I don't know. I'm playing a sorcerer, and as I'm looking at feats to consider what to choose at higher levels I'm not really seeing any must-take feats. For example, at 2nd level I might take either Dangerous Sorcery for plain damage, Reach Spell because some of my spells have sucky range, or Widen Spell do do bigger AOEs. I could take Counterspell as well, but it seems quite situational. Either of those would be a valid choice, and neither would commit me to a particular path.

But the alchemist pretty much has to take Quick Bomber, or possibly Far Lobber. Same at 4th level, he's pretty much locked into Calculated Splash. And so on.

Back in PF1, if you wanted to play an archer fighter, you pretty much had to take Point-Blank Shot, Precise Shot, Rapid Shot, Weapon Focus (longbow), Weapon Specialization (longbow), and so on, just to keep up.

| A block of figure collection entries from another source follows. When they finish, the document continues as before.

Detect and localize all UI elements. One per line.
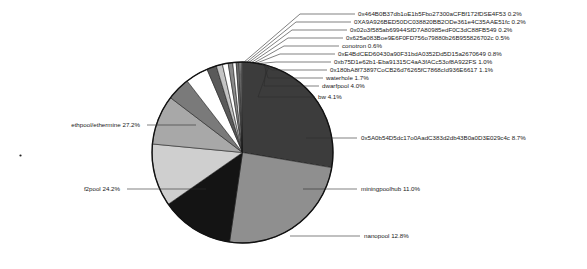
slice-label: 0xE4BdCED60430a90F31bdA0352Dd5D15a267064… bbox=[338, 50, 502, 57]
slice-label: waterhole 1.7% bbox=[325, 74, 369, 81]
slice-label: 0x5A0b54D5dc17o0AadC383d2db43B0a0D3E029c… bbox=[361, 134, 526, 141]
pie-slice[interactable] bbox=[230, 153, 332, 244]
stray-dot-artifact bbox=[19, 154, 21, 156]
slice-label: 0xb75D1e62b1-Eba91315C4aA3fACc53of8A922F… bbox=[334, 58, 493, 65]
pie-chart-figure: ethpool/ethermine 27.2%f2pool 24.2%0x5A0… bbox=[0, 0, 587, 269]
leader-line bbox=[259, 62, 331, 64]
slice-label: 0x02o3f585ab69944SfD7A80985edF0C3dC88FB5… bbox=[350, 26, 513, 33]
slice-label: ethpool/ethermine 27.2% bbox=[71, 121, 140, 128]
pie-chart-canvas: ethpool/ethermine 27.2%f2pool 24.2%0x5A0… bbox=[0, 0, 587, 269]
slice-label: 0x180bA8f73897CoCB26d76265fC7868cId936E6… bbox=[330, 66, 494, 73]
slice-label: conotron 0.6% bbox=[342, 42, 382, 49]
slice-label: nanopool 12.8% bbox=[364, 232, 409, 239]
pie-slices bbox=[152, 62, 333, 243]
leader-line bbox=[247, 22, 351, 62]
slice-label: 0x464B0B37db1oE1b5Fbo27300aCFBf172fDSE4F… bbox=[358, 10, 522, 17]
slice-label: miningpoolhub 11.0% bbox=[361, 185, 421, 192]
slice-label: f2pool 24.2% bbox=[84, 185, 121, 192]
slice-label: dwarfpool 4.0% bbox=[322, 82, 365, 89]
slice-label: bw 4.1% bbox=[318, 93, 342, 100]
slice-label: 0XA9A926BED50DC038820BB2ODe361e4C35AAE51… bbox=[354, 18, 526, 25]
slice-label: 0x625a083Boe9E6F0FD756o79880b26B95582670… bbox=[346, 34, 510, 41]
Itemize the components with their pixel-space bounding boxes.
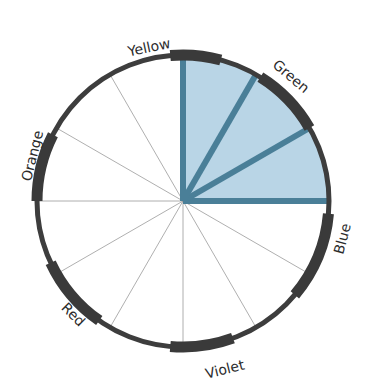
spoke-line xyxy=(110,201,183,327)
spoke-line xyxy=(183,201,256,327)
label-blue: Blue xyxy=(330,222,353,256)
color-band-arc xyxy=(170,338,233,347)
color-band-arc xyxy=(295,214,329,295)
color-band-arc xyxy=(170,55,221,60)
spoke-line xyxy=(183,201,309,274)
color-wheel-diagram: Yellow Green Blue Violet Red Orange xyxy=(0,0,368,392)
label-violet: Violet xyxy=(204,356,247,381)
spoke-line xyxy=(57,128,183,201)
spoke-line xyxy=(110,75,183,201)
spoke-line xyxy=(57,201,183,274)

The PF2 fighter doesn't need that, and can focus on taking some things that give them cool moves with their bow, and quite possibly some that branch out into other fighting styles. The alchemist does not at all feel like they're in the same situation.


Staffan Johansson wrote:
Temperans wrote:
I'm sorry to break it to you but that's not the PF1 design, needing specific feats is part of the d20 model. The only difference between PF1 and PF2 in this regard, is that PF2 did away with most feats that only increased numbers. But, the need to choose things feats accordingly is still very much there.

I don't know. I'm playing a sorcerer, and as I'm looking at feats to consider what to choose at higher levels I'm not really seeing any must-take feats. For example, at 2nd level I might take either Dangerous Sorcery for plain damage, Reach Spell because some of my spells have sucky range, or Widen Spell do do bigger AOEs. I could take Counterspell as well, but it seems quite situational. Either of those would be a valid choice, and neither would commit me to a particular path.

But the alchemist pretty much has to take Quick Bomber, or possibly Far Lobber. Same at 4th level, he's pretty much locked into Calculated Splash. And so on.

Back in PF1, if you wanted to play an archer fighter, you pretty much had to take Point-Blank Shot, Precise Shot, Rapid Shot, Weapon Focus (longbow), Weapon Specialization (longbow), and so on, just to keep up. The PF2 fighter doesn't need that, and can focus on taking some things that give them cool moves with their bow, and quite possibly some that branch out into other fighting styles. The alchemist does not at all feel like they're in the same situation.

While Calculated Splash is very good, it's not required. By level 20, assuming max Int, it's a 3 point damage increase. When you can get it, it's a 2 point increase on your highest level bombs, and stays that way up until level 20, with it being a 3 point increase on the Perpetual ones.

Is it good for a bomber alchemist? Definitely, in the same way a one-handed fighter wants Dueling Parry. Is it required? I'd say no.